DATASET EXCERPTS

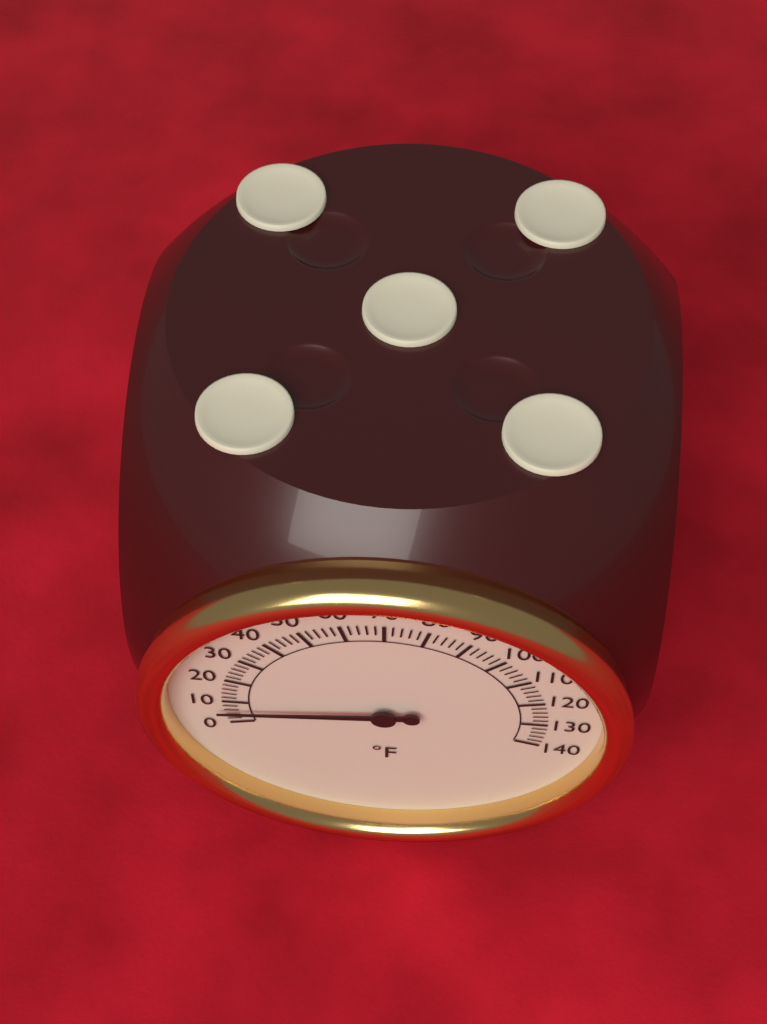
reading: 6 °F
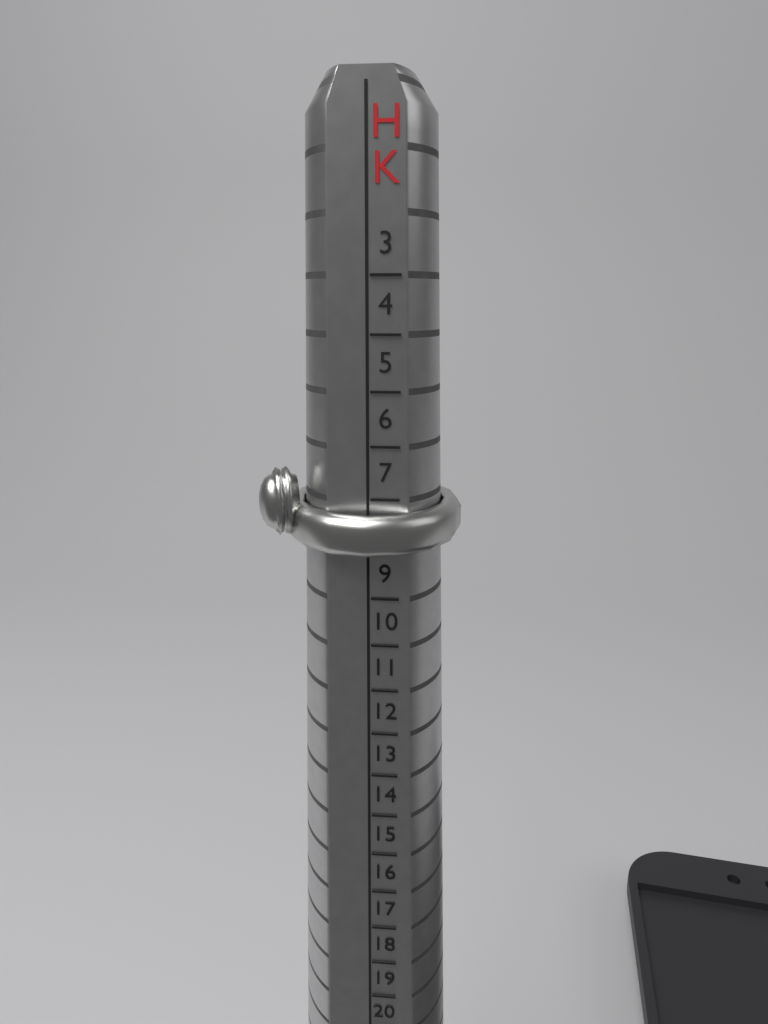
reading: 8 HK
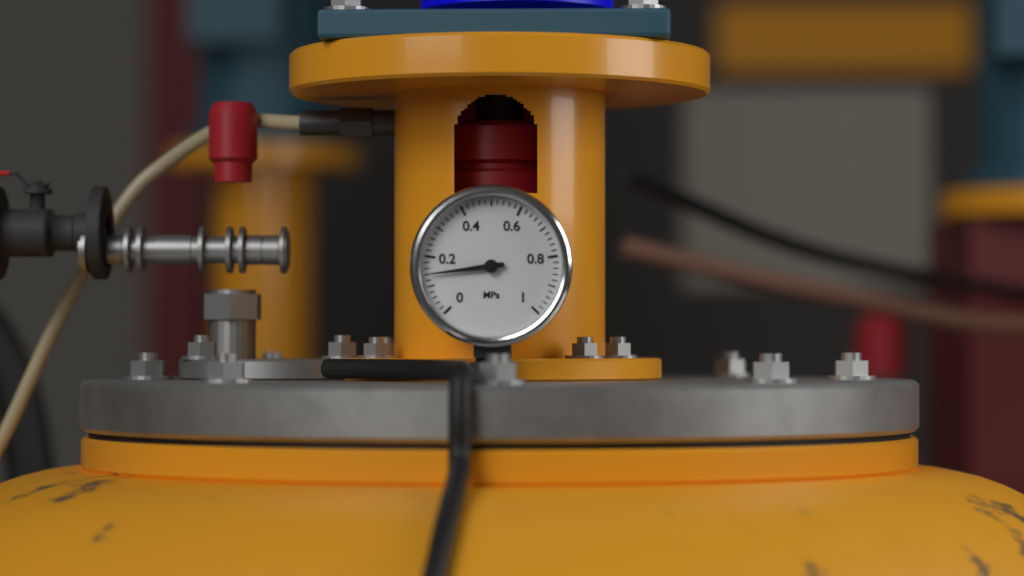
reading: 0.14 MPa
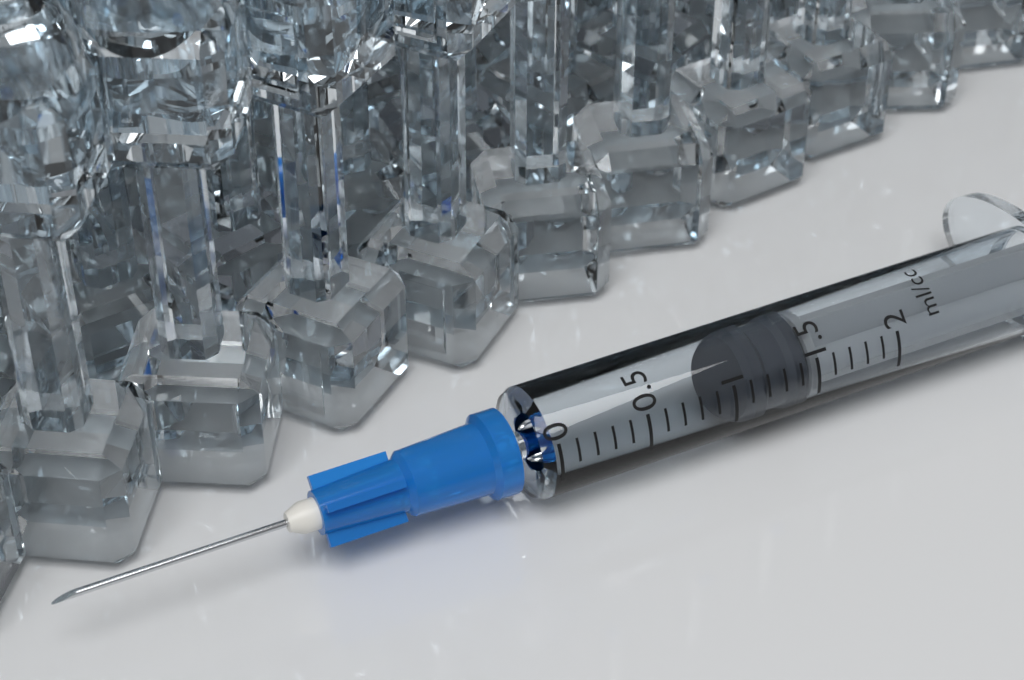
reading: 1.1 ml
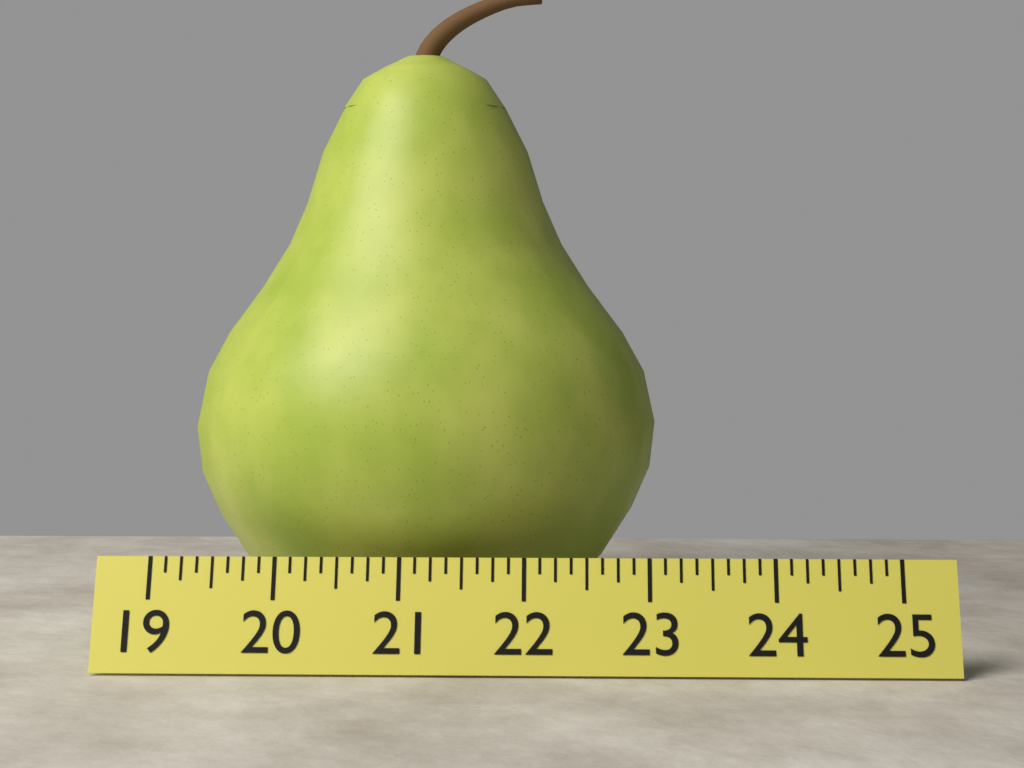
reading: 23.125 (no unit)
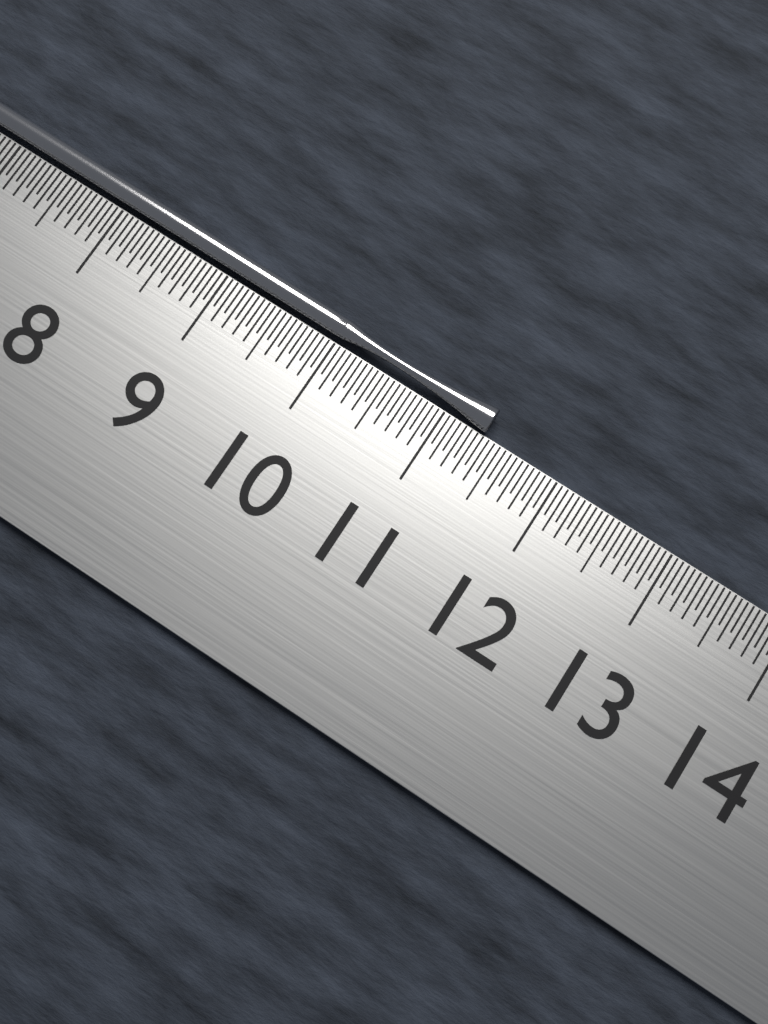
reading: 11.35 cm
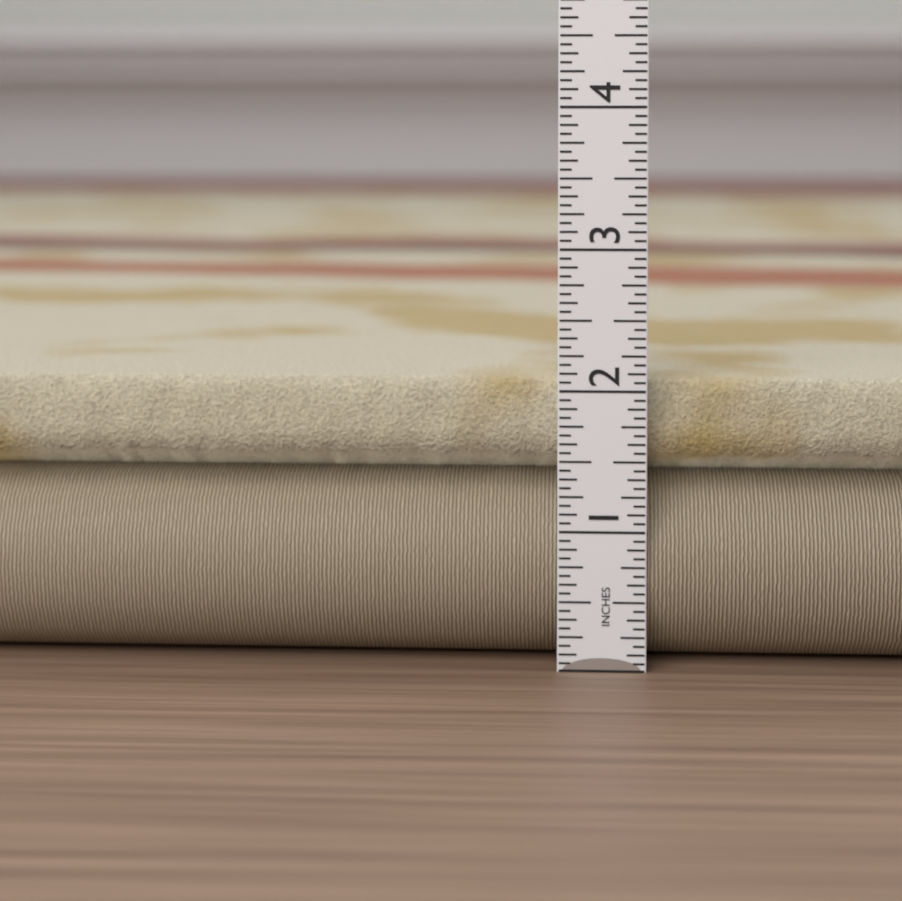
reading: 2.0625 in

ACTIVITY
Reproduce the complete set of records verbatim and omit the pictures.

FINISHED TASK
reading: 6 °F
reading: 8 HK
reading: 0.14 MPa
reading: 1.1 ml
reading: 23.125 (no unit)
reading: 11.35 cm
reading: 2.0625 in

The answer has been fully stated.